I had to laugh when reading my colleague Bridget Turcotte’s column a few weeks ago about her keto diet. The particular line that caught me was the one about finding a piece of chocolate she had hidden from herself in her freezer.
I try to do that. You know, hide food from myself that I know I shouldn’t have. The problem is, either I actually do a bad job of hiding it and someone else finds it (in my house the rule is, nobody owns any food, including really good leftovers, in the refrigerator), or even if I hide it, it keeps calling me and letting me know it’s there.
Food is just one of the things I’ve hidden, sometimes too successfully, in my house. I am famous (infamous?) for putting important papers, documents, bills, etc., somewhere I will definitely be able to get to at the proper time — and then promptly forgetting where I put it. I then get the pleasure of tearing through my already wreck of a house, looking for something that I put in that special place I knew I would remember.
The trouble is that as we get older, we are becoming increasingly more distracted. Experts have finally started to reveal that there is no such thing as multitasking. We just manage to do a whole host of things very badly — at the same time. We’re not really paying attention to where we put things down, because we stow it away while talking on the phone, watching television and listening to our favorite podcast.
And this whole concept of mind games actually (to my distracted, scattered psyche at least) goes back to hiding.
We hide from ourselves a lot more than we realize. Most of us like to think of ourselves as fairly self-aware. But tell me baby boomers, was there ever a word more badly needed in our vocabulary as the recently coined “frenemy”? We’ve all had them — friends we didn’t like, who didn’t care for us much either. Maybe we were forced together by proximity — the kid next door or across the street — or maybe they were relatives. Sometimes they might have been classmates, or fellow hobbyists who were about the same age. But whatever, you guys were friends, well sort of. Because you always left an encounter feeling a little off. That person always made you feel bad about yourself, but you couldn’t quite put a finger on, or put an end to that toxic relationship.
We hide our true discomfort from ourselves. It takes a lot of years of careful seeking to figure out that we don’t have to spend time with people whose sole purpose in life seems to be making us feel bad about ourselves.
And it’s not just people we hide from.
We all know we’re supposed to eat right, exercise (die anyway?), and it seems we spend an awful lot of time doing exercises we’re supposed to like, eating food that doesn’t taste good, but is allegedly good for us, and hiding our misery (along with a few candy bars).
Women, I believe, are especially encouraged to hide how we feel, but men also have their burdens. They have to hide their vulnerabilities and pain. So women are admonished if they don’t hide their anger (see Serena at the U.S. Open), men must hide their sorrow, and we’re all forgetting where we put the cures for what ails us.
The good news is that with age comes wisdom, along with those aches and growing pains. Well, sometimes, it’s good news. Nobody enjoys a crabby old person who shares his or her perception of what’s bad in the world in a glass-fully-empty kind of way.
But if we are lucky, our budding self awareness helps us to seek out the friends and family who make us feel good and worthy, eliminate or reduce the time with the toxic waste dumps of frenemies, find activities that bring us joy instead of misery, and look for as much light as we can find in a world where the news always seems bad.
Let’s face it — we’re all hiding something sometimes. But there is no pure joy like finding our best selves — and that special piece of chocolate in the fridge that you hid behind the frozen vegetables.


## PROBLEM TO WORK ON
The response must contain each line of the material that holds "wellness".

## SUPPLIED DATA
== Segment start ==

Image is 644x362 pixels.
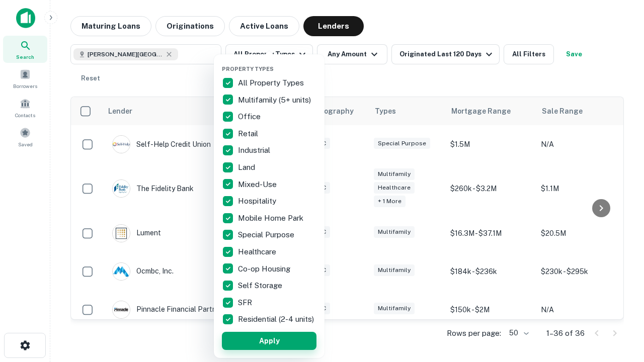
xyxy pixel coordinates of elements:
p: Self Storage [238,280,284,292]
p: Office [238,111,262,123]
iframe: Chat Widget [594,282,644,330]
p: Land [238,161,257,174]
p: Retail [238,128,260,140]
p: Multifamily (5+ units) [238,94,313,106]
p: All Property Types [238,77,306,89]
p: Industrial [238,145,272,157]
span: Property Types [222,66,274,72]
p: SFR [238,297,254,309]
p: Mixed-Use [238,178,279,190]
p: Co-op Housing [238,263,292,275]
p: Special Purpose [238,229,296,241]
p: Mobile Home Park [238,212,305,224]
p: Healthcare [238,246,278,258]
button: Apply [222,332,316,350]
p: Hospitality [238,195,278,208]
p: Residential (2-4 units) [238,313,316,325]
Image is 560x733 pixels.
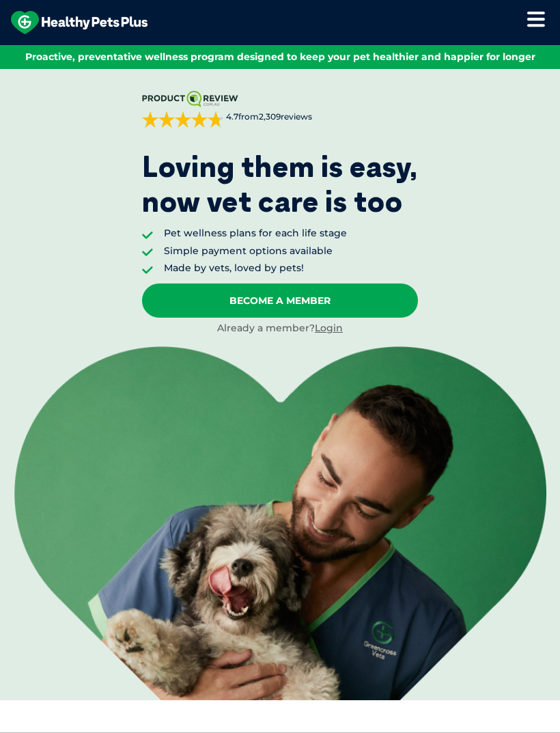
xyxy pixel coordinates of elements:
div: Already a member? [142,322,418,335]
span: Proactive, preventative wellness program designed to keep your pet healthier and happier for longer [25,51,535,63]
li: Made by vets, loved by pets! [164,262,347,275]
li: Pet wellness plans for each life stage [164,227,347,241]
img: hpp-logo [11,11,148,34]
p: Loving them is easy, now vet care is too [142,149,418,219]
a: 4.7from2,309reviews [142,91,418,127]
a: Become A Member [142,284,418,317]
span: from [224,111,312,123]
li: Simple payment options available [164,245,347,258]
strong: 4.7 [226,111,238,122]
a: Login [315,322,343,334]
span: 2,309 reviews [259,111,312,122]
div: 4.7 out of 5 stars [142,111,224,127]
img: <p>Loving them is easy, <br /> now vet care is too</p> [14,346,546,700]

== Segment end ==
== Segment start ==

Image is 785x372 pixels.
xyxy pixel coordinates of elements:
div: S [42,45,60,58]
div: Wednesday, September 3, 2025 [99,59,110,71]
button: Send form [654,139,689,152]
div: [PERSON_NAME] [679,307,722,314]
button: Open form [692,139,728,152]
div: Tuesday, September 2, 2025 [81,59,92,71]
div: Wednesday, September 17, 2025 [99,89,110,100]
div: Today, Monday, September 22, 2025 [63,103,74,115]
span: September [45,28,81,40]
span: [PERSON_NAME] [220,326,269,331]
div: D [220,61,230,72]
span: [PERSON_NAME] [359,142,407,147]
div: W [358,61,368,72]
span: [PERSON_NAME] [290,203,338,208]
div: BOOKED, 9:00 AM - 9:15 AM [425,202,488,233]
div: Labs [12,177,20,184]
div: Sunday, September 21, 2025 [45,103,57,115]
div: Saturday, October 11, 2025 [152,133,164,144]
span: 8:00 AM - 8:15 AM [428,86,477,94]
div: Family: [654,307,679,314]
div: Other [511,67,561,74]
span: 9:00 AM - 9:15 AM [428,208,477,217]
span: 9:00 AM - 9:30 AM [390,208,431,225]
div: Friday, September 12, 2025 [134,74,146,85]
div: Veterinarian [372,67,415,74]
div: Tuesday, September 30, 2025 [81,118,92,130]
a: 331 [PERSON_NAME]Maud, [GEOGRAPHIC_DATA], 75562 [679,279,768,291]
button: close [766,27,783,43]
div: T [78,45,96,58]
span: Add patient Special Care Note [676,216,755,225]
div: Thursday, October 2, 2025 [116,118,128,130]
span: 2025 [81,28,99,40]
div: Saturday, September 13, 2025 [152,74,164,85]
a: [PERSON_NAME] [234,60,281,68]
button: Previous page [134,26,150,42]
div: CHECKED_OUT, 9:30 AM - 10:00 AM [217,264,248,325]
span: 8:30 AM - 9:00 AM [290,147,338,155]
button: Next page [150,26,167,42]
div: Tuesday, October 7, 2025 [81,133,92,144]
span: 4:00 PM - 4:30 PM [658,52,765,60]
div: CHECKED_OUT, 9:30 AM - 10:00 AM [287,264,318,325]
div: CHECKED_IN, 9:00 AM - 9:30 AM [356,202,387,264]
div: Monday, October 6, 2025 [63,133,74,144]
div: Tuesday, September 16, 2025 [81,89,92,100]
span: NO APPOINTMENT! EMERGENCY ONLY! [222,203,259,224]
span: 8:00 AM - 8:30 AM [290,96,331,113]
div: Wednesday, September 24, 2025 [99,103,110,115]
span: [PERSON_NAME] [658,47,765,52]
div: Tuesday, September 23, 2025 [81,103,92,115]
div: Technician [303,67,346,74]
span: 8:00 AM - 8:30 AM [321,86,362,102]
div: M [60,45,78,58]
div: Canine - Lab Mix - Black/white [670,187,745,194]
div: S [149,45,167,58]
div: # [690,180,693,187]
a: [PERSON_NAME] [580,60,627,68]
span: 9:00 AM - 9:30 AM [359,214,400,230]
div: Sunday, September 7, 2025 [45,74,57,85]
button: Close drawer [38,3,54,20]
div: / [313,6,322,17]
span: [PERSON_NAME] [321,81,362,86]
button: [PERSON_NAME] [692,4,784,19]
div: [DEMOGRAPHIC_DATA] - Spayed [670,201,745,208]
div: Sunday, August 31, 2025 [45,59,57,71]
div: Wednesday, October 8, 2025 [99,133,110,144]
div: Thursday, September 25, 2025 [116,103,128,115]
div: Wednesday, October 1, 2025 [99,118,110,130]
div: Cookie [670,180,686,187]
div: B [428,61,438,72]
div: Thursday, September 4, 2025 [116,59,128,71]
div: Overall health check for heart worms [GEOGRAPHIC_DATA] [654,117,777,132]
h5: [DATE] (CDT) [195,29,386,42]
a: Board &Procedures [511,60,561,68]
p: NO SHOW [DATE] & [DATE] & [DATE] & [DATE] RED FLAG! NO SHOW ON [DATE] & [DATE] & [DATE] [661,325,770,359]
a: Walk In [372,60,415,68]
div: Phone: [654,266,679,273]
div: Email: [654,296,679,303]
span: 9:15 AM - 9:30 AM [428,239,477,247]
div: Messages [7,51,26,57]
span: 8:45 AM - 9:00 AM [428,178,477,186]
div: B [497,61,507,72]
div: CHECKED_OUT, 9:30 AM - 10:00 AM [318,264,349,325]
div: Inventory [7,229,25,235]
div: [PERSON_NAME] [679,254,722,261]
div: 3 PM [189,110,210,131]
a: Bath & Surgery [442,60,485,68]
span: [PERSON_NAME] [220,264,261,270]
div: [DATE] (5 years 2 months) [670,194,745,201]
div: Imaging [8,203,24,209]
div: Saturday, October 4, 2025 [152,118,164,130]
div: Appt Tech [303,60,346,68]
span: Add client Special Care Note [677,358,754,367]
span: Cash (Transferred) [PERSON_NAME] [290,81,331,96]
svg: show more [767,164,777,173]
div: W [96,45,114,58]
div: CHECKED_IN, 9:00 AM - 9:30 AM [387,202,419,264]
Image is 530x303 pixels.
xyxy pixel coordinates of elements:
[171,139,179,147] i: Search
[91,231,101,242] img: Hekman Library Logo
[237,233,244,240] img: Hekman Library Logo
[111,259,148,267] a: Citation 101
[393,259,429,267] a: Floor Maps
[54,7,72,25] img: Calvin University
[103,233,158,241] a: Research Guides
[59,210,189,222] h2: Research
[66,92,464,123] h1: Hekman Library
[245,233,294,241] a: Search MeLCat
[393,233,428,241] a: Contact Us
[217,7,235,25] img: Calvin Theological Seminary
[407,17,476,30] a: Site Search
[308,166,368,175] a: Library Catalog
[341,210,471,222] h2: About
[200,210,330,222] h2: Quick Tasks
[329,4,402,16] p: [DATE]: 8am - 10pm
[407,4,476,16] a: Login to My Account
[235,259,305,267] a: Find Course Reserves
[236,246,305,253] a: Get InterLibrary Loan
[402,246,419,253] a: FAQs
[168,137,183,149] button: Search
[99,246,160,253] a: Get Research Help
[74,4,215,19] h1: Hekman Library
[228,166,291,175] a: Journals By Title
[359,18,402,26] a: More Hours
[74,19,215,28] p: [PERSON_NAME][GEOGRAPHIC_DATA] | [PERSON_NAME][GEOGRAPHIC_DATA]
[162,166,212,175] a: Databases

== Segment end ==

## PROBLEM SOLUTION
span: Proactive, preventative wellness program designed to keep your pet healthier and happier for longer [25,51,535,63]
li: Pet wellness plans for each life stage [164,227,347,241]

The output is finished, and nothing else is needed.